Yeah. It then gets even more complex when a cancer spreads as another secondary cancer to a different part of the body. You suddenly get the specialists scratching their heads about who guides the treatment.
I knew someone a while ago (who recovered) who had a secondary brain tumor. His doctors basically admitted -- they had no idea what effect the cocktail of drugs he was taking would do. The drugs were complex in themselves, let alone in (probably unique) combination.
I think one very accessible innovation in medicine is genetics and drugs. Even just (relatively) simple genetic-drug effect matching could yield some big improvements.
This is already beginning to happen- melanoma patients are screened for V600E mutations to determine if they can receive new treatments, as with breast cancer and tamoxifen or her petit although this happens with immunohistoxhemistry rather than sequencing.
The V600E mutation also appears in some other cancers (bowel, from memory) so occasionally used there too
The BRAF V600E gene mutation occurs in about 55% of melanomas. The fact that there are targeted therapies to address that mutation is hopeful. Unfortunately, the first generation BRAF-inhibitors showed quick and early promise (shrinking many patients' tumors tremendously), these effects only last 12 to 18 months (at most), as new melanoma cells develop in the body resistant to the BRAF-inhibitation. So, now trials are combining BRAF-inhibitors with MEK-inhibitors to attack the path that melanoma cells often take to circumvent the BRAF-inhibitation. This approach is showing further progress.
It's a bit like whack-a-mole. Unfortunately, it takes time and money to find the best treatment paths.
Fortunately, more progress has made in the fight against melanoma in the last five years than the previous twenty. As a 2.5 year melanoma survivor (Stage IV in Summer 2012), I'm appreciative of this fact each and every day.
I knew someone a while ago (who recovered) who had a secondary brain tumor. His doctors basically admitted -- they had no idea what effect the cocktail of drugs he was taking would do. The drugs were complex in themselves, let alone in (probably unique) combination.
I think one very accessible innovation in medicine is genetics and drugs. Even just (relatively) simple genetic-drug effect matching could yield some big improvements.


▶ [TASK DIRECTIONS]:
Please copy out the lines in the entries that contain "cart".

[Stored data]

·····

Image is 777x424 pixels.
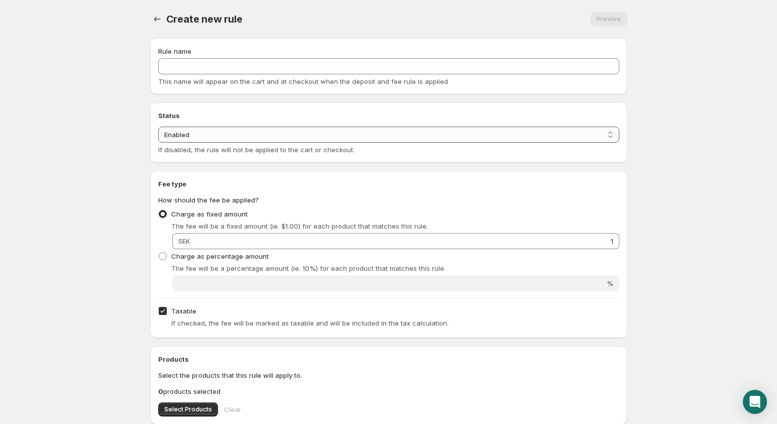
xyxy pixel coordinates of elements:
span: Select Products [164,405,212,413]
h2: Status [158,110,619,121]
div: Open Intercom Messenger [743,390,767,414]
p: The fee will be a percentage amount (ie. 10%) for each product that matches this rule. [171,263,619,273]
span: SEK [178,237,190,245]
span: % [607,279,613,287]
button: Settings [150,12,164,26]
span: Rule name [158,47,191,55]
span: Charge as fixed amount [171,210,248,218]
button: Select Products [158,402,218,416]
h2: Products [158,354,619,364]
span: The fee will be a fixed amount (ie. $1.00) for each product that matches this rule. [171,222,428,230]
span: If disabled, the rule will not be applied to the cart or checkout. [158,146,355,154]
span: Create new rule [166,13,243,25]
p: products selected [158,386,619,396]
h2: Fee type [158,179,619,189]
span: This name will appear on the cart and at checkout when the deposit and fee rule is applied [158,77,448,85]
b: 0 [158,387,163,395]
span: If checked, the fee will be marked as taxable and will be included in the tax calculation. [171,319,448,327]
span: How should the fee be applied? [158,196,259,204]
span: Charge as percentage amount [171,252,269,260]
p: Select the products that this rule will apply to. [158,370,619,380]
span: Taxable [171,307,196,315]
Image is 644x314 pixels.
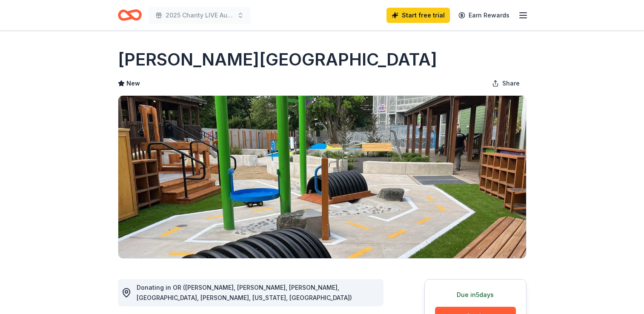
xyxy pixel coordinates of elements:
[118,48,437,71] h1: [PERSON_NAME][GEOGRAPHIC_DATA]
[119,96,526,258] img: Image for Gilbert House Children's Museum
[126,78,140,89] span: New
[149,7,251,24] button: 2025 Charity LIVE Auction and Dinner Fundraiser
[387,8,450,23] a: Start free trial
[118,5,142,25] a: Home
[502,78,520,89] span: Share
[166,10,234,20] span: 2025 Charity LIVE Auction and Dinner Fundraiser
[136,284,352,301] span: Donating in OR ([PERSON_NAME], [PERSON_NAME], [PERSON_NAME], [GEOGRAPHIC_DATA], [PERSON_NAME], [U...
[435,289,516,300] div: Due in 5 days
[453,8,515,23] a: Earn Rewards
[485,75,527,92] button: Share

·····

▶ [RESULT OF THIS EXERCISE]:
span: If disabled, the rule will not be applied to the cart or checkout. [158,146,355,154]
span: This name will appear on the cart and at checkout when the deposit and fee rule is applied [158,77,448,85]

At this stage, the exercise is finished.